The United States has said it will turn to alternatives such as the "Friends of Syria" grouping of allied countries to find ways to pressure Assad after the Security Council's failure to set consequences for Syria's violations of Annan's plan.

But with key allies such as Britain pushing for the brief extension of the U.N. Syria mission, the United States withheld its veto on Friday to avoid being seen as torpedoing one of the last diplomatic initiatives under way to address the crisis.

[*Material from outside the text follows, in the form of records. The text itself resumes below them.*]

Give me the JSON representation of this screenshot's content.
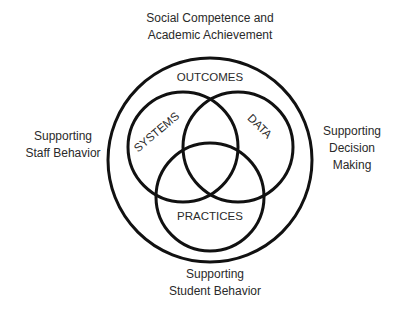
{
  "diagram": {
    "type": "venn",
    "outer_labels": {
      "top": [
        "Social Competence and",
        "Academic Achievement"
      ],
      "left": [
        "Supporting",
        "Staff Behavior"
      ],
      "right": [
        "Supporting",
        "Decision",
        "Making"
      ],
      "bottom": [
        "Supporting",
        "Student Behavior"
      ]
    },
    "outer_circle": {
      "label": "OUTCOMES",
      "cx": 210,
      "cy": 160,
      "r": 102
    },
    "circles": [
      {
        "label": "SYSTEMS",
        "cx": 183,
        "cy": 147,
        "r": 55
      },
      {
        "label": "DATA",
        "cx": 238,
        "cy": 147,
        "r": 55
      },
      {
        "label": "PRACTICES",
        "cx": 210,
        "cy": 197,
        "r": 54
      }
    ],
    "stroke_color": "#111111"
  }
}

"We will continue our political support to the opposition, our non-lethal assistance to the opposition. We will strengthen and intensify our sanctions ... We will increase the amount of humanitarian assistance we provide," Rice told reporters.

China's U.N. Ambassador Li Baodong said on Friday that Beijing believed it was important for Annan to continue his mediation efforts and that he was "very happy to see that the council has come back to the right track."

"The future of Syria must be determined by the people in Syria and the Syrian issues must be resolved peacefully and through peaceful means, that's why Kofi Annan's mediation is very important and we should give him support," Li said.

U.N. Secretary-General Ban Ki-moon has recommended shifting the emphasis of the work of the UNSMIS from monitoring the nonexistent truce to pursuing a political solution. Diplomats said only half of the 300 unarmed observers would be needed for Ban's suggested shift in focus. The rest would return to their home countries, but be ready to redeploy at short notice.